993522-sick-leaveBad Idea: Mandating Sick Pay. To some, mandating paid sick days may sound benevolent, but it would hurt the people it’s intended to help… 

…Obama also appears ignorant of the fact that his own health adviser, Jonathan Gruber, published academic research back in the 1990s showing workers themselves wind up paying the cost of mandatory benefits through lower wages. Thus, if employers are forced to provide seven paid sick days for each worker every year, employers will adjust workers’ pay downward to compensate for the cost. This would inhibit pay raises, and it would impact paid vacation days.

Mandating paid sick leave could even harm the employment prospects of workers most likely to stay home and care for a sick child. Gruber has also published research that found specific groups who are the intended beneficiaries of mandated benefits may suffer discrimination by employers hoping to avoid the costly mandate. That suggests low-income, single mothers with small children may find their job prospects lower under a mandate allowing them to take seven days off with pay each year to care for not only themselves, but also their sick children. Moreover, forcing employers to provide seven days of sick leave would likely result in not only pay reductions, but possibly cause employers to reclassify vacation days as merely paid time off for illness or leisure.

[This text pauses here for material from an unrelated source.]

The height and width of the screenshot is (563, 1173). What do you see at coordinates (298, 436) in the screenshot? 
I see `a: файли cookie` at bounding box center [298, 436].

What is the solution? The president should have called for expanding Health Savings Accounts (HSAs) to all workers, allowing them to set aside funds for all sorts of medical needs.  In addition, the president could have also proposed allowing workers to use HSAs to replace income lost to sick days.

If workers themselves tend to pay their own benefits — why not give workers themselves the tools to manage the trade-off between wages and replacement income lost to sick days? Currently, those workers who have HSAs could withdraw funds from their accounts to replace income lost due to sick days (or buy a boat for that matter). However, this would be considered a “non-medical use” of the HSA and would expose the worker to a stiff penalty of 20 percent, plus ordinary income taxes. Prior to the Affordable Care Act, the penalty for non-medical use was only 10 percent — plus ordinary income tax.

Allowing workers to set aside funds in an HSA to replace income lost to sick days would allow workers themselves to set aside fund in case of need, and then reclaim those funds for nonmedical purposes in the event a sick day wasn’t used. How would this work? Under current law, seniors are allowed to convert their HSAs into retirement income (without penalty) by paying ordinarily income tax on the funds withdrawn. A senior withdrawing HSA funds for retirement expenses does not face the 20 percent additional penalty for non-medical use. It certainly makes sense to allow workers forced to take a few days off due to illness each year the same courtesy.

Read the entire story via A Better Idea: Let Workers Use HSAs to Save for Sick Days | Health Policy Blog | NCPA.org.